As regular readers of this weekly item will by now know, the LME aluminium market has a long-standing appointment with a band of upside call options this month, with most observers hoping that one way or another the passage of this Wednesday’s declaration date will see the market shake loose the structural tensions that have held it range-bound for several months.
Battle-Lines
The open interest on the upside June calls has lessened a little bit in recent weeks but as of the start of last week there were still 17,200 lots (430,000t) of $2,900 calls and 12,834 lots (320,850t) of $3,000 calls open on the June date. That’s more than enough to keep sellers of those options nervous as the clock ticks down.
Most on the London “street” remain nervous as to how this long-running battle will play out, particularly after the mass cancellation of 17,725t of LME stocks at Trieste on Tuesday—a tried-and-tested method of tweaking the front end of the forward curve. One collective eye remains firmly on the dominant long position holder that has graced the LME’s daily compliance reports for so long now—still controlling 30-40% of open LME tonnage, according to the most recent banding report as of close of business May 31.
The magnetic pull of those options was evident on Friday morning, when after two days of mostly directionless sideways movement in a tight $2,760-2,790 range, LME 3-month metal punched up through $2,800 for an early high of $2,825.
It couldn’t build on that, however, with technical sellers defending the line. The end-week close at $2,788 was neutral—a week-to-week loss of just $4 and one that suggests the balance of this battle is far from being decided.
Standing in the way of a run-up towards those call options are the technical funds who have been on the rampage throughout the LME complex in the last couple of weeks. They were there again last week, keeping the pressure on. Our fund-watching sources estimate the CTA systematic community—the rank-and-file of the technical fund army—lifted their collective short exposure from around 5% to around 30% of historic capacity over the course of last week.
That in itself has set alarm bells ringing for some London locals. A concerted push to get prices up and through the $2,800 level could, it is feared, trigger many of those funds to buy back positions, causing a rally that then becomes self-sustaining as options shorts have to hedge their exposure against those calls. The only question then is whether the band of producer selling that was previously seen at $2,900 is still there.
Quite how this battle will now play out, or even whether it is the finale of this war of attrition, is uncertain. All we can do is sketch where the battle-lines are drawn.
China Bull
The aluminium market overall seems to be fairly well balanced. Total reported stocks rose again in April bringing the cumulative year-to-date increase to just over 98,000t. Exchange stocks fell in May, but only by a marginal 3,457t with the cumulative year-to-date move still an increase of 137,000t.
But there is one particularly interesting feature of global stocks right now—the speedy decline of those registered with the Shanghai Futures Exchange.
The country’s still-surging production of aluminium coupled with the sharp tail-off of primary exports since the year-start hike in the export tax to 15% had led to expectations that Shanghai stocks would rise.
They did around the time of the Lunar New Year holidays in late February but since then they have fallen steadily. This has led to some head-scratching among analysts but last week we got the chance to hear what Chinese players had to say at an industry event in the country.
Wang Feihong, principal analyst at the aluminium department of state research agency Antaike, predicted that consumption of primary metal would grow by a staggering 35.5% this year.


▶ _WHAT TO WORK ON_
Copy the listing exactly. Omit nothing.

——————

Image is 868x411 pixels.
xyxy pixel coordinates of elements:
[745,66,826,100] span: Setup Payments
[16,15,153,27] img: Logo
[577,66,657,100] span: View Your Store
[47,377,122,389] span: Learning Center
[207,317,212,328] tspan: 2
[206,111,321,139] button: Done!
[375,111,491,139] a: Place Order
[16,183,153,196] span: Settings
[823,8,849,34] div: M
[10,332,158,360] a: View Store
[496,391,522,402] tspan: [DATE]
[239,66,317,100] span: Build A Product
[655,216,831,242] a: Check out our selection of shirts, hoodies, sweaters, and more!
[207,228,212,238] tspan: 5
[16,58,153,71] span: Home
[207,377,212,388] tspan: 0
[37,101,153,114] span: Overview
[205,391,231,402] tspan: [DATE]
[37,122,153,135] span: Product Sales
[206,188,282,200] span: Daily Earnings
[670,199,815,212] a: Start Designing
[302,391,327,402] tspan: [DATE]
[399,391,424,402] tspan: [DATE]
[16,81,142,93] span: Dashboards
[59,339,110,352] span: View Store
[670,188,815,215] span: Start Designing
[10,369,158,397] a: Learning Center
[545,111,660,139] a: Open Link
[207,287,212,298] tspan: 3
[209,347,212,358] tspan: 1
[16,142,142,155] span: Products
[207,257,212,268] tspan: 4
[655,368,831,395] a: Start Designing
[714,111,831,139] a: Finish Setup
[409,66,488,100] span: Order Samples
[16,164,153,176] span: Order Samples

——————

▶ _FINISHED TASK_
Image is 868x411 pixels.
xyxy pixel coordinates of elements:
[745,66,826,100] span: Setup Payments
[16,15,153,27] img: Logo
[577,66,657,100] span: View Your Store
[47,377,122,389] span: Learning Center
[207,317,212,328] tspan: 2
[206,111,321,139] button: Done!
[375,111,491,139] a: Place Order
[16,183,153,196] span: Settings
[823,8,849,34] div: M
[10,332,158,360] a: View Store
[496,391,522,402] tspan: [DATE]
[239,66,317,100] span: Build A Product
[655,216,831,242] a: Check out our selection of shirts, hoodies, sweaters, and more!
[207,228,212,238] tspan: 5
[16,58,153,71] span: Home
[207,377,212,388] tspan: 0
[37,101,153,114] span: Overview
[205,391,231,402] tspan: [DATE]
[37,122,153,135] span: Product Sales
[206,188,282,200] span: Daily Earnings
[670,199,815,212] a: Start Designing
[302,391,327,402] tspan: [DATE]
[399,391,424,402] tspan: [DATE]
[16,81,142,93] span: Dashboards
[59,339,110,352] span: View Store
[670,188,815,215] span: Start Designing
[10,369,158,397] a: Learning Center
[545,111,660,139] a: Open Link
[207,287,212,298] tspan: 3
[209,347,212,358] tspan: 1
[16,142,142,155] span: Products
[207,257,212,268] tspan: 4
[655,368,831,395] a: Start Designing
[714,111,831,139] a: Finish Setup
[409,66,488,100] span: Order Samples
[16,164,153,176] span: Order Samples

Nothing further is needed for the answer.